For me as for many, FAHE has allowed me to take down the wall between my academic life and my spiritual life. I’ve been to 13 conferences now, and I recently came off the Executive Committee after a decade of service, including terms in all the clerking positions. I’ve learned to look forward to FAHE e-mails, which inevitably provide an "e-hug" along with their business items. At the conferences, I find that the sessions stock me with new ideas on teaching, new directions in my own research, and a new awareness of my own growing edge each year. The conversations between sessions and late at night are a joy, one that I mull through the year and look forward to intently as June approaches.

FAHE’s effects on my academic life have been far-reaching. For example, several of the research directions I’ve taken in the past decade emerged from FAHE, including primary research at Friends Library in London on Friend Janet Payne Whitney, and a book of essays on Quaker pedagogy, Minding the Light, which I co-edited with another FAHE member, Anne Dalke. As I look over my life in school, it seems to me that every decision I make about another person—students, colleagues, the high school principals I work with, administrators on campus—has been touched by what has been said and understood at the FAHE conferences.

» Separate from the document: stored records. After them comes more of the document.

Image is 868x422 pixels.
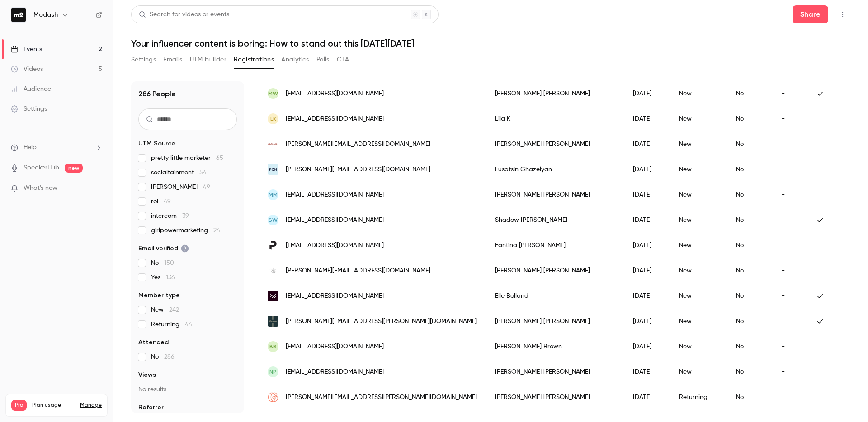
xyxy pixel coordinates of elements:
div: New [670,233,727,258]
div: Lila K [486,106,624,131]
div: Events [11,45,42,53]
div: New [670,258,727,284]
div: New [670,81,727,106]
a: SpeakerHub [23,163,59,173]
div: No [727,385,773,410]
h1: 286 People [139,89,176,100]
div: New [670,157,727,182]
div: - [773,157,808,182]
div: [DATE] [624,157,670,182]
img: ostudio.co.nz [268,138,279,149]
img: pelckmans.be [268,240,279,251]
img: Modash [11,7,26,22]
div: - [773,233,808,258]
div: No [727,131,773,157]
div: [PERSON_NAME] [PERSON_NAME] [486,81,624,106]
button: Share [792,5,828,23]
a: Manage [80,401,102,409]
div: New [670,131,727,157]
span: roi [151,197,171,206]
div: Audience [11,84,51,94]
div: New [670,308,727,334]
button: UTM builder [190,53,227,67]
span: 49 [163,199,171,204]
span: mw [268,89,278,97]
div: New [670,182,727,207]
span: MM [268,190,278,199]
span: [PERSON_NAME][EMAIL_ADDRESS][PERSON_NAME][DOMAIN_NAME] [286,393,477,402]
div: Search for videos or events [139,10,229,20]
div: - [773,284,808,308]
span: [PERSON_NAME][EMAIL_ADDRESS][DOMAIN_NAME] [286,266,430,275]
span: intercom [151,212,189,221]
span: LK [271,115,276,123]
span: 242 [169,307,179,313]
span: UTM Source [139,139,175,148]
div: - [773,258,808,284]
div: [DATE] [624,308,670,334]
div: [PERSON_NAME] [PERSON_NAME] [486,258,624,284]
span: 44 [185,322,192,327]
img: gymondo.com [268,392,279,403]
span: 49 [203,184,210,190]
div: [DATE] [624,258,670,284]
div: New [670,334,727,359]
span: No [151,259,174,267]
span: Plan usage [32,401,75,409]
span: [EMAIL_ADDRESS][DOMAIN_NAME] [286,215,384,225]
div: [DATE] [624,131,670,157]
div: Shadow [PERSON_NAME] [486,207,624,233]
div: - [773,106,808,131]
div: [DATE] [624,233,670,258]
span: Member type [139,291,180,300]
span: [EMAIL_ADDRESS][DOMAIN_NAME] [286,367,384,377]
div: - [773,207,808,233]
div: No [727,207,773,233]
span: [PERSON_NAME][EMAIL_ADDRESS][DOMAIN_NAME] [286,140,430,149]
div: [DATE] [624,182,670,207]
p: No results [139,385,237,394]
button: Emails [163,53,183,67]
span: [EMAIL_ADDRESS][DOMAIN_NAME] [286,190,384,200]
div: [DATE] [624,106,670,131]
div: [DATE] [624,385,670,410]
button: Polls [317,53,330,67]
span: 150 [164,260,174,266]
span: Returning [151,320,192,329]
div: Settings [11,104,47,114]
div: - [773,182,808,207]
div: New [670,284,727,308]
span: 54 [199,169,207,176]
div: No [727,308,773,334]
div: [DATE] [624,207,670,233]
span: pretty little marketer [151,154,224,163]
span: 286 [164,354,174,360]
div: No [727,284,773,308]
div: [DATE] [624,359,670,385]
div: - [773,334,808,359]
span: Help [23,143,37,152]
div: [PERSON_NAME] [PERSON_NAME] [486,182,624,207]
span: new [65,163,83,173]
span: [EMAIL_ADDRESS][DOMAIN_NAME] [286,89,384,98]
div: No [727,334,773,359]
span: Yes [151,273,175,282]
span: 39 [183,212,189,219]
button: Settings [131,53,156,67]
span: 65 [216,155,224,161]
span: [EMAIL_ADDRESS][DOMAIN_NAME] [286,241,384,251]
li: help-dropdown-opener [11,143,102,152]
span: Views [139,371,156,380]
div: [DATE] [624,334,670,359]
img: whitehaven.co.nz [268,265,279,276]
div: No [727,157,773,182]
span: [PERSON_NAME][EMAIL_ADDRESS][PERSON_NAME][DOMAIN_NAME] [286,316,477,326]
div: No [727,81,773,106]
div: - [773,359,808,385]
div: No [727,258,773,284]
div: No [727,182,773,207]
span: What's new [23,183,57,193]
img: teampcn.com [268,164,279,175]
span: Attended [139,338,169,347]
span: SW [268,216,278,224]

My sense of FAHE’s essence shows up in flashes of vivid memory: reading poems to one another in the Earlham graveyard; babies Tariq and Owen adding their music to lunchtime conversation in the Whittier dining hall; a celebratory birthday walk during which deeply felt discussion, emerging from an afternoon session on the moral sense, moved through ice cream-inspired playfulness back to the profound. Or consider this scene, two summers ago at Pendle Hill. We have a tradition of one evening’s open mic, late, after the plenary has ended and the post-plenary conversations have woven themselves to closure. Twenty of us gathered that year in the Brinton House living room, a beautiful, quietly lit space with fireplace and windows onto the night woods. We went around the circle, taking turns. One person read a poem. One told a story. One read from a journal. One led us in singing Latin chants, writing the words on the whiteboard.

Eventually, a young man holding a folder of papers nervously said he would venture, and he began to read. It was a play, one imagining the destruction and rape in Bosnia from the perspective of a young soldier who is leading his men in hurting. Silence deepened as we listened, as we ached, as tears fell. The young man’s voice fell still. Silence gathered us up and held us in the flow of God’s love among us.

Barbara Dixson

Barbara Dixson is a member of Stevens Point (Wis.) Meeting and teaches English and English teachers at University of Wisconsin Stevens Point.